UX tip graphic with the title 'State your target audience clearly.' Two hero sections stacked: the top marked with a red X shows the headline 'Innovative solutions for modern teams' with generic copy and a 'Get started' button. The bottom marked with a green checkmark shows the headline 'For in-house marketing teams launching campaigns faster' with a campaign workspace subhead and an email analytics dashboard preview. BRIX Templates branding at the bottom.

Help & onboarding

The fastest hero copy answers "is this for me?" in the first phrase

Generic "for modern teams" copy makes visitors guess if it is for them. Naming the audience helps the right visitors recognize themselves instantly.

How to state your target audience in your hero

When a hero opens with generic positioning like “Innovative solutions for modern teams,” visitors have to do the work of figuring out whether the product is for them. Most won’t. They’ll scan, decide the page isn’t speaking to their specific role, and leave — even if the product would actually be a great fit. That moment of uncertainty is where audience-fit visitors get lost.

A more effective approach is to state the target audience explicitly in the hero copy.

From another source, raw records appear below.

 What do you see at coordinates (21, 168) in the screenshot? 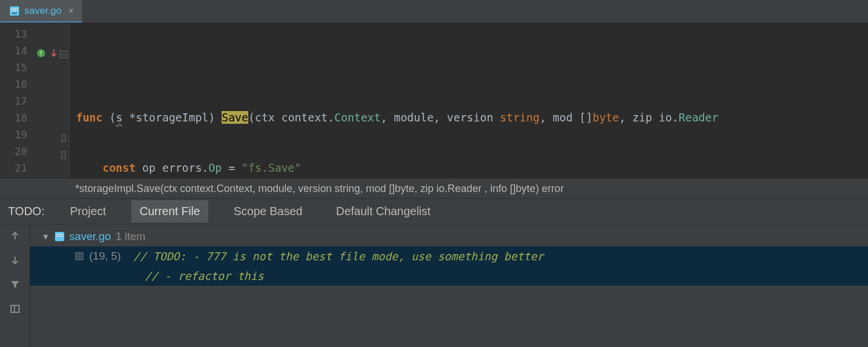
I see `line-number: 21` at bounding box center [21, 168].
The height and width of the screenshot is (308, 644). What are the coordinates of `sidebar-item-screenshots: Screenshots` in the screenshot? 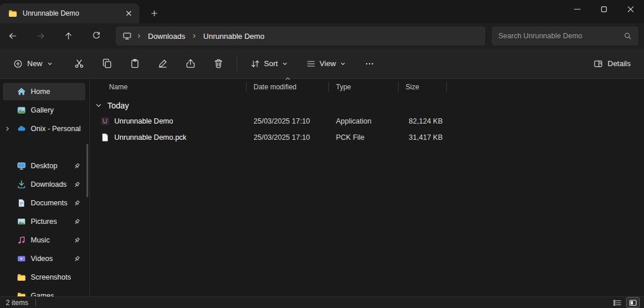 It's located at (44, 277).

Audience-led headlines like “For in-house marketing teams launching campaigns faster” do two jobs at once: they name the audience and they hint at the outcome. Visitors who match the audience recognize themselves immediately and read on; visitors who don’t match self-select out — which keeps the funnel cleaner and the conversion stronger.

Open the headline by naming the audience — “For [role/team/use case]” is a direct frame that works across most B2B and product pages. Pair the audience with the outcome so recognition leads into value (“For in-house marketing teams launching campaigns faster”). Use the language your audience uses internally — “in-house marketing teams” is more specific than “marketers” and signals you understand their context. Reinforce the audience claim further down with relevant testimonials, logos, or use cases.

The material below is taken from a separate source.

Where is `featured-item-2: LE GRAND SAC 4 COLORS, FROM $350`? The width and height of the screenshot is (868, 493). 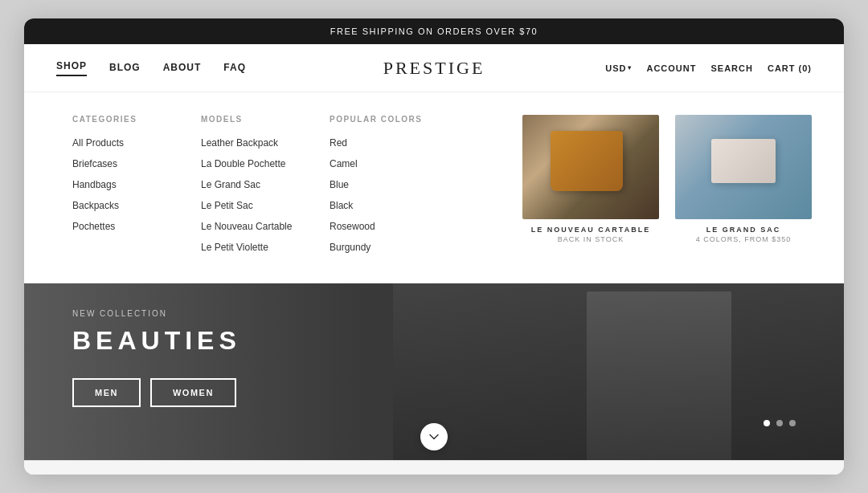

  • Open the hero with the audience named explicitly — “For [audience]” or a similar direct frame.
  • Pair the audience with the outcome so visitors see both who it’s for and what they’ll get.
  • Use the language your audience uses internally — specific role or team labels beat generic descriptors.
  • Match the visual to the audience — feature the screen, workflow, or proof that the named audience will recognize.
  • Use lower sections to reinforce the fit with testimonials, case studies, or logos from the same audience.

A hero that names the target audience can convert better with the right traffic and lose less time on the wrong traffic. When visitors see themselves in the first line, they typically read further — and the visitors who don’t see themselves move on faster, which is also a win.

Frequently asked questions

What's the right level of audience specificity?

Specific enough that the right reader nods, broad enough that you're not naming a tiny niche. 'For marketing teams' is broad; 'For in-house marketing teams at B2B SaaS' is specific; 'For Director of Demand Gen at Series B SaaS companies' is too narrow for most heroes.

Should I name multiple audiences in the hero?

Avoid it if you can. Heroes work best when they speak to one audience clearly. If you serve multiple distinct audiences, consider audience-specific landing pages instead of a single multi-audience hero.

What if my audience is hard to name in one phrase?

Describe what they're trying to do instead — 'for teams launching campaigns faster' works when the role is fuzzy but the goal is clear. Goal-led framing can substitute for role-led framing.

Where else should the audience appear on the page?

In testimonial attributions ('Marketing Director at Acme'), case study titles, customer logos, and feature copy. Audience naming in the hero only works if the rest of the page reinforces the same audience.